**Task material:**
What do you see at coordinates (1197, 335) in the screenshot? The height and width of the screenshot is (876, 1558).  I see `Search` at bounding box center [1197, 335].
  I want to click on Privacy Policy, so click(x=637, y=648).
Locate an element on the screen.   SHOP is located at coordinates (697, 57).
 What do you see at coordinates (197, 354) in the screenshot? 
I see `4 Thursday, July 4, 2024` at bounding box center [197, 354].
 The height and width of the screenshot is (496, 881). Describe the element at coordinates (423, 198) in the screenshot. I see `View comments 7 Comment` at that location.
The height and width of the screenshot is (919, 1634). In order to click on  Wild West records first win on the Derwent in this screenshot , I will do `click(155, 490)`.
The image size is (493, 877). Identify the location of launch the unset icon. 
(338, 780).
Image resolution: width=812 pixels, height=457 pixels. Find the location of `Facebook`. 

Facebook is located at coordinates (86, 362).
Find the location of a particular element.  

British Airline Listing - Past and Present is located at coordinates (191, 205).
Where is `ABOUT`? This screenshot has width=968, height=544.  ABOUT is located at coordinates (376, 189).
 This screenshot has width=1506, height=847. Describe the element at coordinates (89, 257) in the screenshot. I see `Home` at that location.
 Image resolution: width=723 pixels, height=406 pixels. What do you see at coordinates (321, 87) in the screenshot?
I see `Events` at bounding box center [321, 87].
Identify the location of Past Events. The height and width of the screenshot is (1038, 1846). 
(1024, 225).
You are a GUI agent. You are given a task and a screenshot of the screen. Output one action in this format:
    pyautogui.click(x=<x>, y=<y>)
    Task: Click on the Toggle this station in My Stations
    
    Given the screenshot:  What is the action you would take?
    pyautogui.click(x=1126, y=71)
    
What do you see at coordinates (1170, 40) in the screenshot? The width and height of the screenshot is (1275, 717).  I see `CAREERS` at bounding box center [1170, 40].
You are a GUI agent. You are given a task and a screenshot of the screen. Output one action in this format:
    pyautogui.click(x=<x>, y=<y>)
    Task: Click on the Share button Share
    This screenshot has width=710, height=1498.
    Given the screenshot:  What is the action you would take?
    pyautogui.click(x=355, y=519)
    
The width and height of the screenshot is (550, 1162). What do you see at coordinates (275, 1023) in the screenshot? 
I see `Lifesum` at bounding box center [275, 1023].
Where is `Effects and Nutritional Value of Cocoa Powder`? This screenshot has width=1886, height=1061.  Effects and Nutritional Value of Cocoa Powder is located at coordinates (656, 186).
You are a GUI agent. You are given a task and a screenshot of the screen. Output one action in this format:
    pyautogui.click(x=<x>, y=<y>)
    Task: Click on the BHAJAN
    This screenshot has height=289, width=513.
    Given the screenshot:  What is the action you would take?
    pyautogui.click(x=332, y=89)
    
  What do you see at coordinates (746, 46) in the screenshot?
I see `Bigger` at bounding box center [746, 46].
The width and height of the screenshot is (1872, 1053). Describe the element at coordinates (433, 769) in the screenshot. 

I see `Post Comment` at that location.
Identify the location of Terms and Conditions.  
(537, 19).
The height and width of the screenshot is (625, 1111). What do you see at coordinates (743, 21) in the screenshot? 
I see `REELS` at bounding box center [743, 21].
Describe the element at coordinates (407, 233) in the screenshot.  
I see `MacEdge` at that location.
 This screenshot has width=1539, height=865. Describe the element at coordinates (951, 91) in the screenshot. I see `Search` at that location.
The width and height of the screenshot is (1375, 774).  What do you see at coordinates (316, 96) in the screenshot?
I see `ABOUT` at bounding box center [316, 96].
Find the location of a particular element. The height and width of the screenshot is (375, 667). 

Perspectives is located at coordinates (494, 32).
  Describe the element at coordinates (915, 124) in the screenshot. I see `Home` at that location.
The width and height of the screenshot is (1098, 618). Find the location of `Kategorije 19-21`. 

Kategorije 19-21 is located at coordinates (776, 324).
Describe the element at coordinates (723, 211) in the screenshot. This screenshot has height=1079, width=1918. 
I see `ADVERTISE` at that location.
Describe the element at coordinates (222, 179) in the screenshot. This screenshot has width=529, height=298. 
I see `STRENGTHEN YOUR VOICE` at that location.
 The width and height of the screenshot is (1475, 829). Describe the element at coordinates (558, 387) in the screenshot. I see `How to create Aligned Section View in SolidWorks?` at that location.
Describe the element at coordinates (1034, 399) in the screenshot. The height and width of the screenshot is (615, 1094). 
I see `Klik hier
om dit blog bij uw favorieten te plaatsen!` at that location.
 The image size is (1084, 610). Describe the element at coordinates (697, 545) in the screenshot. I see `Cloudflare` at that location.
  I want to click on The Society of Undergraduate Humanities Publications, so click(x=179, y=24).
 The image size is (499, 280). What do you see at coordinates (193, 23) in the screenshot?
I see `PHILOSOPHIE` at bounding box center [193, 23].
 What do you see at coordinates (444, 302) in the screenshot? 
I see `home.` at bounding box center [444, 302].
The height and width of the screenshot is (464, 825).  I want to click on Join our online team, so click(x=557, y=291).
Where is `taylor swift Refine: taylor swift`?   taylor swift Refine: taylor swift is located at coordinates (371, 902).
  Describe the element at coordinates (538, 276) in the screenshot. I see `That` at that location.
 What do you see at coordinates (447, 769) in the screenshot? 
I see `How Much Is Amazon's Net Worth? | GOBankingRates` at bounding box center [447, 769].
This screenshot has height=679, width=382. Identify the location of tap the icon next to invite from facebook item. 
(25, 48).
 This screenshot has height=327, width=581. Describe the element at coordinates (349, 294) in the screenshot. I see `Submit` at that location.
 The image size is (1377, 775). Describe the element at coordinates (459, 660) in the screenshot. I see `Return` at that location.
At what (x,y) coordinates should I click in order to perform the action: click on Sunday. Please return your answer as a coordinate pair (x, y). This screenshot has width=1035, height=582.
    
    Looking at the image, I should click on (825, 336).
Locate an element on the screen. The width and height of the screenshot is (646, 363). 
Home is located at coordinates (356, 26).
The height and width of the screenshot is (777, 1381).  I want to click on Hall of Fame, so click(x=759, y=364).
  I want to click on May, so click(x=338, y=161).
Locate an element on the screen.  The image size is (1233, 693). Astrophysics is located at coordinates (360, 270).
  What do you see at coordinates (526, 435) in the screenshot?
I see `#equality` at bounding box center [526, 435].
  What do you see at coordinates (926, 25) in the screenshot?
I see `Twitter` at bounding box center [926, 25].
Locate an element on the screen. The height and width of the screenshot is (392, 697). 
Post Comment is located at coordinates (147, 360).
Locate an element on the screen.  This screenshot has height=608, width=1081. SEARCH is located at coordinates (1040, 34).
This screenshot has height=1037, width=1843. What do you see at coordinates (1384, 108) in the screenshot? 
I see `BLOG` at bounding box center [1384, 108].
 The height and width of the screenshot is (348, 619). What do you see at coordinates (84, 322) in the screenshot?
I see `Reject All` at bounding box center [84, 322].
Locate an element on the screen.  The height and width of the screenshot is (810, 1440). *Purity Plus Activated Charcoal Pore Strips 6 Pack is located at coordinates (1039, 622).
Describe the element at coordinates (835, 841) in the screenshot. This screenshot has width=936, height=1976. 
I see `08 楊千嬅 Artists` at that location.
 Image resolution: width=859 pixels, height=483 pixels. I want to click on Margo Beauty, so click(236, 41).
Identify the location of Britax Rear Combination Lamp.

**Action item:** Output should match, line for line, the stretch of the material above from the line holding "The width and height of the screenshot is (1098, 618)." through the line holding "The height and width of the screenshot is (464, 825).".

**Answer box:**
The width and height of the screenshot is (1098, 618). Find the location of `Kategorije 19-21`. 

Kategorije 19-21 is located at coordinates (776, 324).
Describe the element at coordinates (723, 211) in the screenshot. This screenshot has height=1079, width=1918. 
I see `ADVERTISE` at that location.
Describe the element at coordinates (222, 179) in the screenshot. This screenshot has width=529, height=298. 
I see `STRENGTHEN YOUR VOICE` at that location.
 The width and height of the screenshot is (1475, 829). Describe the element at coordinates (558, 387) in the screenshot. I see `How to create Aligned Section View in SolidWorks?` at that location.
Describe the element at coordinates (1034, 399) in the screenshot. The height and width of the screenshot is (615, 1094). 
I see `Klik hier
om dit blog bij uw favorieten te plaatsen!` at that location.
 The image size is (1084, 610). Describe the element at coordinates (697, 545) in the screenshot. I see `Cloudflare` at that location.
  I want to click on The Society of Undergraduate Humanities Publications, so click(x=179, y=24).
 The image size is (499, 280). What do you see at coordinates (193, 23) in the screenshot?
I see `PHILOSOPHIE` at bounding box center [193, 23].
 What do you see at coordinates (444, 302) in the screenshot? 
I see `home.` at bounding box center [444, 302].
The height and width of the screenshot is (464, 825).  I want to click on Join our online team, so click(x=557, y=291).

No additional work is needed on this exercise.